“Are there any survivors in the room?”
I don’t remember why I was there, but it was a discussion of cancer. I looked around at the people who had raised their hands. It wasn’t until the speaker moved on that I realized that I was a cancer survivor too.
Monday Night Cancer Club is a Daily Kos group focused on dealing with cancer, primarily for cancer survivors and caregivers, though clinicians, researchers, and others with a special interest are also welcome. Volunteer diarists post Monday evenings between 7-8 PM ET on topics related to living with cancer, which is very broadly defined to include physical, spiritual, emotional and cognitive aspects. Mindful of the controversies endemic to cancer prevention and treatment, we ask that both diarists and commenters keep an open mind regarding strategies for surviving cancer, whether based in traditional, Eastern, Western, allopathic or other medical practices. This is a club no one wants to join, in truth, and compassion will help us make it through the challenge together.
Does that seem strange? But my first cancer was so ambiguous. I had had an ordinary PAP, and was referred to a gynecologist. I had had problematic PAPs before, and it had usually meant I had a uterine polyp or a vaginal infection. This time it was not simple dysplasia. It seems I had pre-cancerous cells, and the recommended treatment was a hysterectomy. I thought about it, and my sister discussed it with a friend who was also a gynecologist, and reported back that surgery was indeed the treatment of choice.
I was over 50, and had pretty much gone through menopause, though once or twice a year I would have some bleeding. Everything about my reproductive system was ambiguous. I had started menstruating at age nine, along with the body changes of puberty, but seldom had my periods. Eventually at age 18, I was diagnosed with Stein-Leventhal Syndrome. Great, I thought, I finally get a diagnosis and it’s Jewish! Since that time, the condition has been renamed Poly-cystic Ovary Disease, or PCOD.
But let’s get back to the hysterectomy. I had already figured out that I would have the surgery when my sister got back to me. What had my uterus done for me lately anyway? I had the doctors make the arrangements, and met with the surgeon, and went through all the pre-surgery rigmarole. I made plans to stay with a friend for about a week after surgery, and checked in to the hospital. When I woke up afterwards, I was told that the biopsy that was done during surgery had been negative.
When I went back a few months later for a follow-up appointment, my gynecologist said “Aren’t you glad you had the surgery when you did?” He went on to tell me that the more thorough cross-section biopsy done after the removal of my uterus had showed early-stage endometrial cancer.
I was shocked. How was I supposed to relate to a cancer diagnosis that was made only after the cancer was out of my body? I had already told people that the biopsy had been negative. I had already told myself that the biopsy had been negative!
I don’t think I ever thought of myself as a cancer survivor until my second cancer three years later. This time it was my left kidney, and it was not ambiguous at all. I saw the pictures – there was almost no healthy tissue left, and yet I was having no symptoms. I have written about this experience elsewhere, but the short version is that a CT scan of my chest showed the kidney tumor, and I was called in for another CT for a better look, and met quickly with the surgeon who removed the kidney just six weeks after the first scan.
So I have had two unrelated cancers three years apart, and never saw an oncologist. In both cases, the treatment was removal of the effected organ, and I never had chemo or radiation therapy after surgery. I sometimes feel a little guilty about that, as if I somehow cheated. When I think of cancer survivors, I think of survivors of chemo, with the sickness and the hair loss.
And yet it’s strange. No one in my family ever had cancer. We die of cardio-vascular disease, or in one case, emphysema. A cousin recently died after a long battle with lung cancer; she had been a three-pack-a-day smoker for most of her life, and that seems a clear environmental cause. So my history is a puzzle to me. I keep wondering if I have any other extraneous organs I can afford to lose.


EXERCISE OBJECTIVE — Lines below containing the word "coordinate" should be copied out.

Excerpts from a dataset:
=== Section Start ===
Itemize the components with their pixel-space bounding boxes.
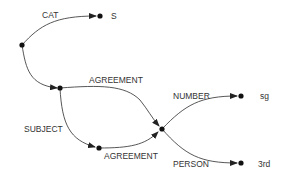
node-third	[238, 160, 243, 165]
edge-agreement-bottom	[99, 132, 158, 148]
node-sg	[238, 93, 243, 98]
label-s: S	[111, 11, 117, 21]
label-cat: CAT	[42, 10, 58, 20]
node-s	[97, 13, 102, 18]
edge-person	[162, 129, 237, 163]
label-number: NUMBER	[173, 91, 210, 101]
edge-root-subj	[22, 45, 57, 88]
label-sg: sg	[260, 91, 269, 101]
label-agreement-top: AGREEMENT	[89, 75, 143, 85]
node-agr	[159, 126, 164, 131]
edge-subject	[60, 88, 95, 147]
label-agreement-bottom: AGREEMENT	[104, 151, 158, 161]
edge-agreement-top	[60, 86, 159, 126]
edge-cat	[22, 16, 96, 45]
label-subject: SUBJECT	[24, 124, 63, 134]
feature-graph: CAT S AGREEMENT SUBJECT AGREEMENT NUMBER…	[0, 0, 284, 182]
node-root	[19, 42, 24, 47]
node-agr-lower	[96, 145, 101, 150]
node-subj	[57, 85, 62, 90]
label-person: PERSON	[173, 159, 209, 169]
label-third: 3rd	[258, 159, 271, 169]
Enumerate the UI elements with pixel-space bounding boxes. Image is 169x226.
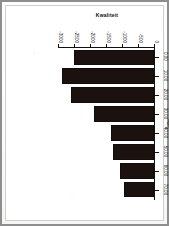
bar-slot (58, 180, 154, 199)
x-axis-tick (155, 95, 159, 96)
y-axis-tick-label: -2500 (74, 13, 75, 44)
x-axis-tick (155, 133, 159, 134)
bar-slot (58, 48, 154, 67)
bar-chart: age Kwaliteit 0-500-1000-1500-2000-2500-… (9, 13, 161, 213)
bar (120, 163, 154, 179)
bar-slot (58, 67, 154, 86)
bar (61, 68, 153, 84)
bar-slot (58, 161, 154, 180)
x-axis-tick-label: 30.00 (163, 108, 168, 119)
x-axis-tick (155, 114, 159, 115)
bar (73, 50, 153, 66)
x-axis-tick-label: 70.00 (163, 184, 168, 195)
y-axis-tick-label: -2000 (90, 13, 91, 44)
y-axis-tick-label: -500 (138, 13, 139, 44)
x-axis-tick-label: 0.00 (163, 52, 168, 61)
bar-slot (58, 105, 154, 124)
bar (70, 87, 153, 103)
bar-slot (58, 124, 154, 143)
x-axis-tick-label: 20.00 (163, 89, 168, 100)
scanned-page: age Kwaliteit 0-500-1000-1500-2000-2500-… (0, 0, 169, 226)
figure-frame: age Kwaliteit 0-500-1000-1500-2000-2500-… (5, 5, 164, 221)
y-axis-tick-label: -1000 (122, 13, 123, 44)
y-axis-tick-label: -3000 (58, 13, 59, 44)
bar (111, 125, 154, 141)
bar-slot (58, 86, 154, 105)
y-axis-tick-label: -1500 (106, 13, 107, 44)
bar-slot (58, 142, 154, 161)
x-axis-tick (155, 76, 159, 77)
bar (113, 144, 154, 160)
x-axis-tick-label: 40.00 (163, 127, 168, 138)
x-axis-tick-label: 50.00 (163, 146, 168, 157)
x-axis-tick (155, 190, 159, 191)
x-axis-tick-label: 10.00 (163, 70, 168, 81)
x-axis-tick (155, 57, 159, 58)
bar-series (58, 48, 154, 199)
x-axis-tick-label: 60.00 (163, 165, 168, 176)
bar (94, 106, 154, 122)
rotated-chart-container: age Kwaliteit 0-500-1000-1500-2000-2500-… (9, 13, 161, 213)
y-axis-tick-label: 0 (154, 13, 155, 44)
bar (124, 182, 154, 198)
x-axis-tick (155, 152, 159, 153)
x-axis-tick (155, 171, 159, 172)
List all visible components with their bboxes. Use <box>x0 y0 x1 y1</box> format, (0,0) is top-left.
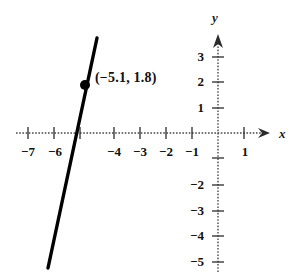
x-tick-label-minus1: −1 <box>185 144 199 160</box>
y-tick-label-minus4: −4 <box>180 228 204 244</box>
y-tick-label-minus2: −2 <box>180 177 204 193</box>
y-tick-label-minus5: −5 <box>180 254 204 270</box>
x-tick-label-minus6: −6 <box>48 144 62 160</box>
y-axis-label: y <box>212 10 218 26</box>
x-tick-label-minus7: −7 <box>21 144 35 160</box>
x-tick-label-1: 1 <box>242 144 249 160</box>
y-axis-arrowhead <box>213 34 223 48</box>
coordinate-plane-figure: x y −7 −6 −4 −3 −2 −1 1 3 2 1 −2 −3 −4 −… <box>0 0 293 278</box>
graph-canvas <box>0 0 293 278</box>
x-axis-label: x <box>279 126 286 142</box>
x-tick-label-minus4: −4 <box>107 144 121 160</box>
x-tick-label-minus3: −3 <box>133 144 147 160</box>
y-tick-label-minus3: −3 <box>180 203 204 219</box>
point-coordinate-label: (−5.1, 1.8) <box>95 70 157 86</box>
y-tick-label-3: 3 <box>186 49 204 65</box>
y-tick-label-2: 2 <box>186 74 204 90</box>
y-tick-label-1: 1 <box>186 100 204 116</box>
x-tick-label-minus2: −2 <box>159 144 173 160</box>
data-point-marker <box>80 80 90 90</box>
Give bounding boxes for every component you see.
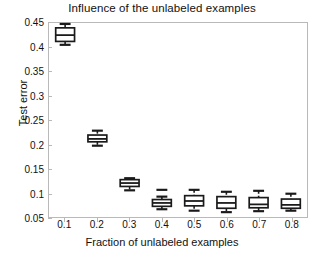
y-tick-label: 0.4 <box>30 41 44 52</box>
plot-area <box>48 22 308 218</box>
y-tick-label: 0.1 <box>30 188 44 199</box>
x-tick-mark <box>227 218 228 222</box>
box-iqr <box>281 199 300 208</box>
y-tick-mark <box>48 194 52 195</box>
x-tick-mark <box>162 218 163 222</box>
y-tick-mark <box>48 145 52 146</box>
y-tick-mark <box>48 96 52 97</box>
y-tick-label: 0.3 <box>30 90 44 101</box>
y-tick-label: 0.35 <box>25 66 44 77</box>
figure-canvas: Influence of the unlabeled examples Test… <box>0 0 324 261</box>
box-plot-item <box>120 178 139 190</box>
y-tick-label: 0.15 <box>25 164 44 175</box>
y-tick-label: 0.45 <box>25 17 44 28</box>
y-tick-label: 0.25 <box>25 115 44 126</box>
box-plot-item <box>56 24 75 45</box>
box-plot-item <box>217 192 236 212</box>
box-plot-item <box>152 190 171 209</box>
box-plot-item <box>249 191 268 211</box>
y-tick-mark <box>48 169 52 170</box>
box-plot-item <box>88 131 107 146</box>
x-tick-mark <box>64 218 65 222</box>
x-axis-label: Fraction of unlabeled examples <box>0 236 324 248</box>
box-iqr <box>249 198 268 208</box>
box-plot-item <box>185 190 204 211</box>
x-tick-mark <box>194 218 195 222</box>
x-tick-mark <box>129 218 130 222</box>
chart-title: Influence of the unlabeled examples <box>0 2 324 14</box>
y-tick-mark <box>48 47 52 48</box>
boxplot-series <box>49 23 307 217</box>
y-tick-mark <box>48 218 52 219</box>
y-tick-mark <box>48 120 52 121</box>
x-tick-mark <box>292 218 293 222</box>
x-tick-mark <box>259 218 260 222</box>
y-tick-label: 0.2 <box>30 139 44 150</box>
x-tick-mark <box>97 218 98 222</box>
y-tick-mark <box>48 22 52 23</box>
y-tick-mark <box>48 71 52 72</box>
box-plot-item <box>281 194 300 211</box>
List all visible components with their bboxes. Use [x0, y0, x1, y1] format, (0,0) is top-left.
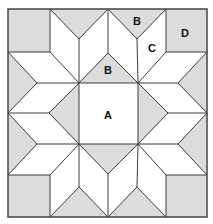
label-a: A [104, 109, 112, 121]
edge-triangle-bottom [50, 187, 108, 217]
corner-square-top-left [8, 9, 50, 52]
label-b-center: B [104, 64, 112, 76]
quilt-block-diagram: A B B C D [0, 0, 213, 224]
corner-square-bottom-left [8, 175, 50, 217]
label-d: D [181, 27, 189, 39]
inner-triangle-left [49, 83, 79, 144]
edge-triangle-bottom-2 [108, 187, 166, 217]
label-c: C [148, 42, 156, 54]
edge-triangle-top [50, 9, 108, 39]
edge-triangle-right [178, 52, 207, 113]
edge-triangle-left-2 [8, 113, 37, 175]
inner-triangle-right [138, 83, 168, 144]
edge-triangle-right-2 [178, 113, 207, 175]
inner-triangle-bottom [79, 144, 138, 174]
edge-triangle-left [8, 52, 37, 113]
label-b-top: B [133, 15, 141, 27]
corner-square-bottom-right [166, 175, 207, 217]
=== Section End ===
EXERCISE RESPONSE —
coordinate-plane-figure: x y −7 −6 −4 −3 −2 −1 1 3 2 1 −2 −3 −4 −… <box>0 0 293 278</box>
point-coordinate-label: (−5.1, 1.8) <box>95 70 157 86</box>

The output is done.